California Just Made It Legal to Build Taller Apartments Near Transit Stops and It Could Add a Million New Homes

Housing shortages and rising rents have pushed cities across the U.S. to rethink zoning near bus and rail lines. In California, lawmakers on June 30, 2025 approved a major update to state transit-oriented housing rules that could allow significantly taller apartment buildings near transit stops.

California approved a major transit housing expansion

Stephen Leonardi/Pexels
Stephen Leonardi/Pexels

The California Legislature sent AB 130 and SB 131 to Gov. Gavin Newsom on June 30, 2025 as part of the state budget package, and the measures expanded the reach of an existing law known as AB 2097, according to legislative summaries and bill text released that day. The changes let multifamily housing in some transit-rich areas rise above prior local limits when projects meet state standards.

One of the biggest changes is height. In qualifying areas near rail stations and major bus corridors, residential projects can reach as high as 75 feet, or about 7 stories, under the new rules described in the budget legislation. Lawmakers and housing advocates said the update could unlock around 1 million homes statewide, a figure cited during Sacramento negotiations by pro-housing groups including California YIMBY.

The state action did not rezone every parcel in California overnight. What it did do was create a broader legal path for cities and developers to approve denser apartment buildings near transit, while limiting how much local rules can block those projects in covered areas.

What this means in Los Angeles, San Diego, and the Bay Area

Edwin Flores/Pexels
Edwin Flores/Pexels

The biggest effects are expected in places that already have extensive transit networks, including Los Angeles, San Diego, San Jose, Oakland, and San Francisco. Those regions have large numbers of parcels within walking distance of rail stations and high-frequency bus routes, according to California transit maps and local planning data used by housing researchers.

What is confirmed is the legal change at the state level. What is not yet known is exactly how many city blocks, neighborhoods, or individual lots will see new proposals first, because no statewide parcel-by-parcel rollout list has been released by the California Department of Housing and Community Development.

Local rules still matter in several areas. Projects must continue to meet building code, environmental review where required, and safety standards, and cities still control many design and permitting details. That means the law can widen what is legal near transit in California without guaranteeing that cranes, permits, or groundbreakings will appear immediately in every city.

Why California is doing this and what residents should expect

D Goug/Pexels
D Goug/Pexels

California has been trying for years to close a housing deficit that state officials have measured in the millions. Gov. Newsom’s administration has repeatedly set a goal of 2.5 million new homes by 2030, and state lawmakers have tied that push to high housing costs, long commutes, and low vacancy rates in major metro areas.

Supporters said taller housing near transit addresses two problems at once: limited home supply and transportation access. California YIMBY and other backers argued during the 2025 budget process that allowing more homes near trains and frequent buses can lower development barriers in places where demand is already concentrated.

For residents, the short-term change is mostly legal, not physical. In the coming months, planners, developers, and city officials will sort out how the June 30, 2025 law applies on specific sites, and some neighborhoods may see new apartment proposals that would not have penciled out under earlier height caps. State housing policy in California continues to move toward denser building near transit, according to the final budget package approved in Sacramento.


> _BRIEF_
Could every line of the listing be output exactly, with the pictures skipped?
+ + + + +
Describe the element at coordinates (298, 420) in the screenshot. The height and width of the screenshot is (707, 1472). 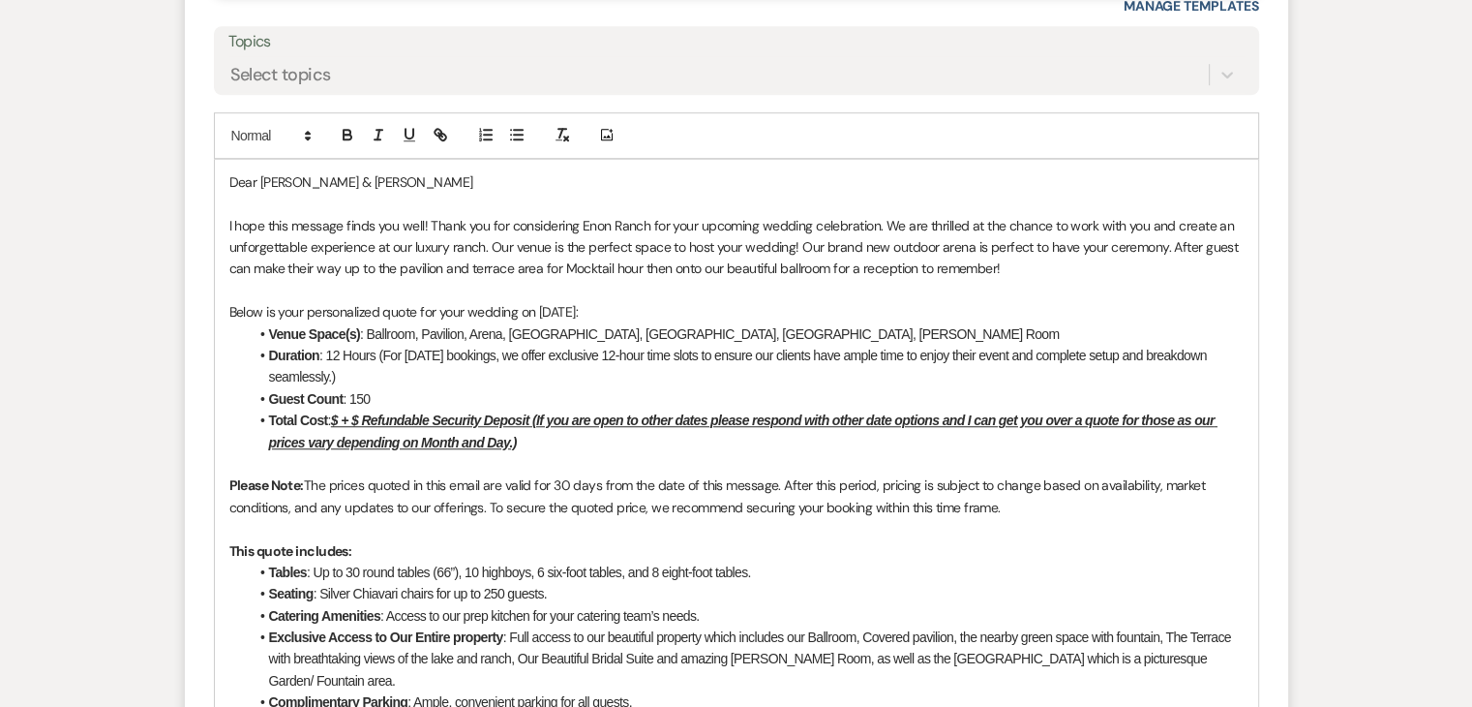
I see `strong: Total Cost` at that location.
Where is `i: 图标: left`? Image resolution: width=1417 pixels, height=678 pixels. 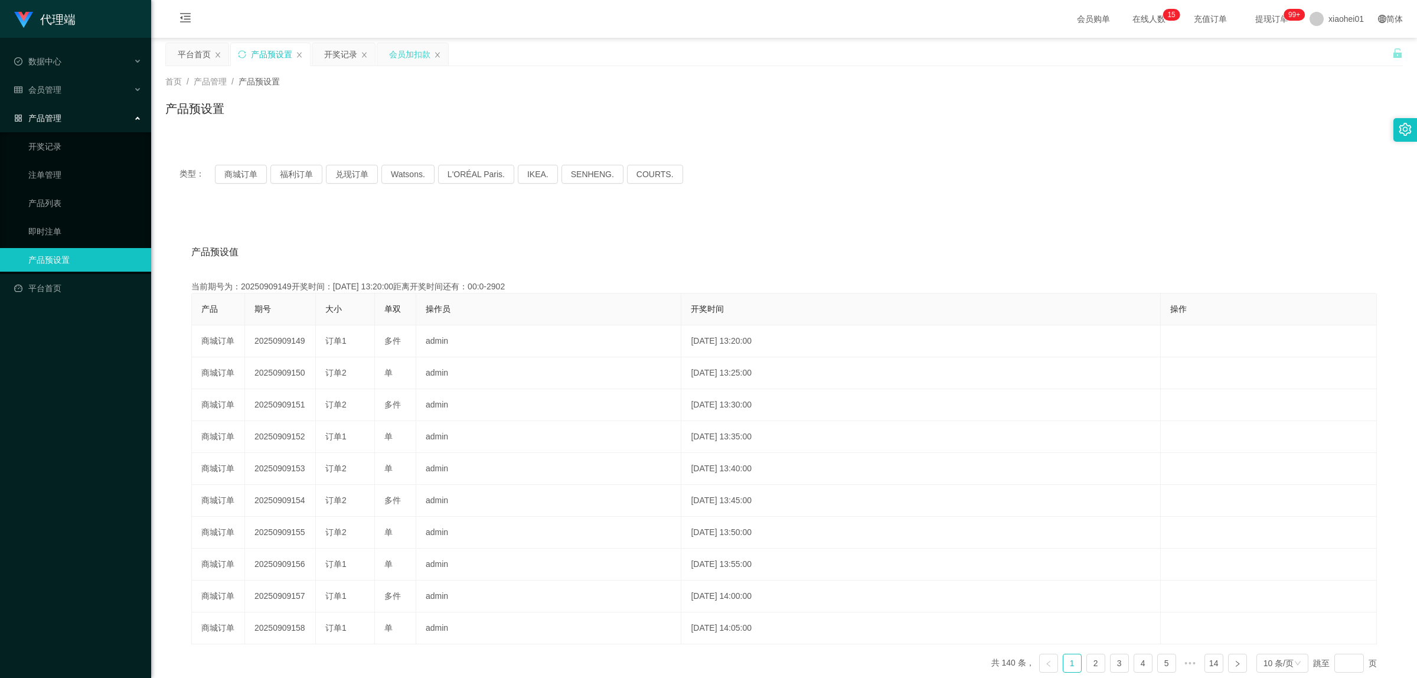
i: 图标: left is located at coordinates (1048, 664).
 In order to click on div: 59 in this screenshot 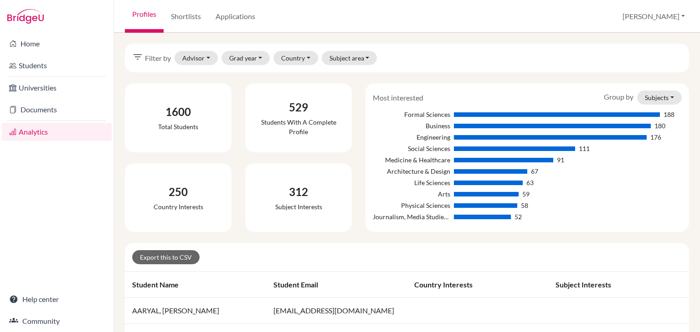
+ + + + +
> _WRITTEN SOLUTION_
Describe the element at coordinates (298, 420) in the screenshot. The height and width of the screenshot is (707, 1472). 
I see `strong: Total Cost` at that location.
Where is `i: 图标: left`? Image resolution: width=1417 pixels, height=678 pixels. 
i: 图标: left is located at coordinates (1048, 664).
 In order to click on div: 59 in this screenshot 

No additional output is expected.